During the third summer in my apartment, I board
ed the trolley to Sunnyside beach whenever the weather permitted. My days were free. I worked for the Party during the night. It was safe shallow water in Lake Ontario, but not for Jews. On the beach a sign declared, “No dogs or Jews,” but I went into the water anyway. I swam out until the bathers on the shore became black stick figures outlined against the sun.
No one ever again could accuse me of being a timid, uncouth greenhorn. As I floated out atop the lake water, I thought of myself as a rebel and a trailblazer. I reminded myself how fearless and committed I’d become in Toronto and how I was willing to grab at any chance to make a better world.
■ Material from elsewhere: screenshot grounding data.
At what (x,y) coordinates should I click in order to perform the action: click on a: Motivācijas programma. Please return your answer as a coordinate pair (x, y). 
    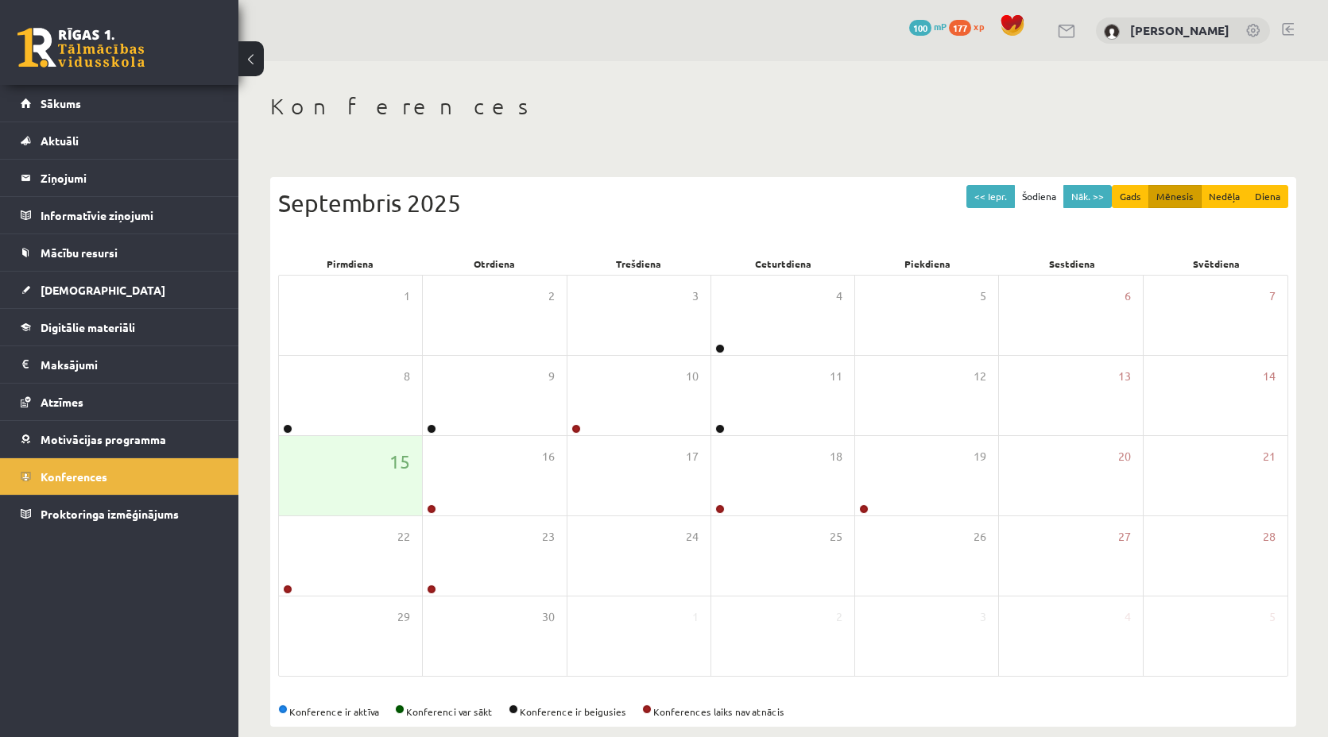
    Looking at the image, I should click on (119, 439).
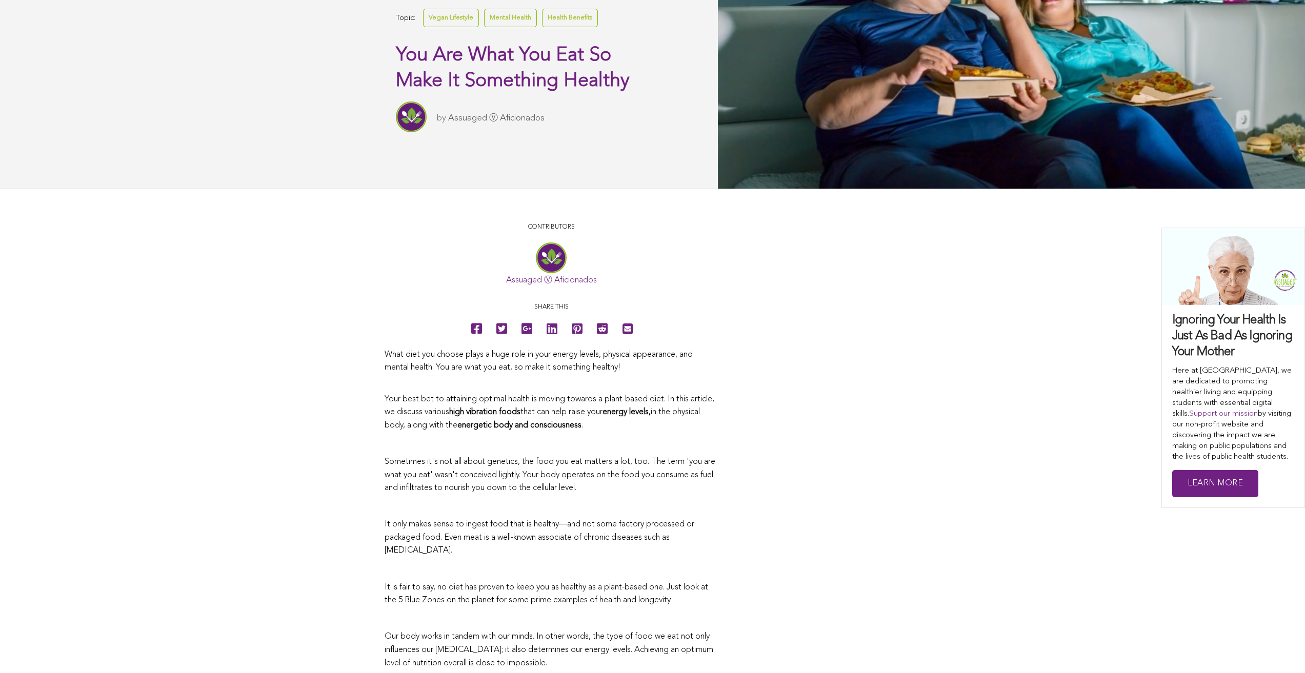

For the first time I started to wonder what could happen to me if I was exposed, if I was betrayed to the authorities. I realized, as young as I was, I could be deported for collecting secrets for the Communist Party. I pushed the notion to the back of mind and left it in the dark for years to come until I was forced to face the truth.
On a steaming hot day in July, Vine accompanied me to the beach. He wore bathing trunks, but he’d never learned to swim and wouldn’t venture into the water past his ankles. Instead he sat on a blanket under an umbrella to ensure his pink freckled skin didn’t burn while mine turned nut-brown.
He was watching me, so I swam out devilishly far, testing fate. A big wave pulled me under the current until it pushed me back against the rocky shore. My legs and arms were scratched when I emerged.
“Why don’t you sit by me?” he asked as I was moving my own blanket away from him. “You’re dripping in blood.”
“I don’t want to sit in the shade,” I replied. “Why don’t you try to wade in? Don’t be a chicken!” I’d heard the older boys swimming in the lake, calling out to the smaller ones, the ones afraid to venture out. They called them chickens and mama’s boys.
I closed my eyes to lie flat on my blanket after brushing off the sand and wiping the blood from my arms and legs. But Vine tricked me; he didn’t appreciate it when I called him a chicken so he snuck up beside me and kicked sand on my face. Bits of it landed in my mouth and nostrils. For a brief moment I couldn’t breathe. Then I grabbed the pail from the little girl playing next to me and dumped lake water on Vine’s head. He sputtered like a drowning cat.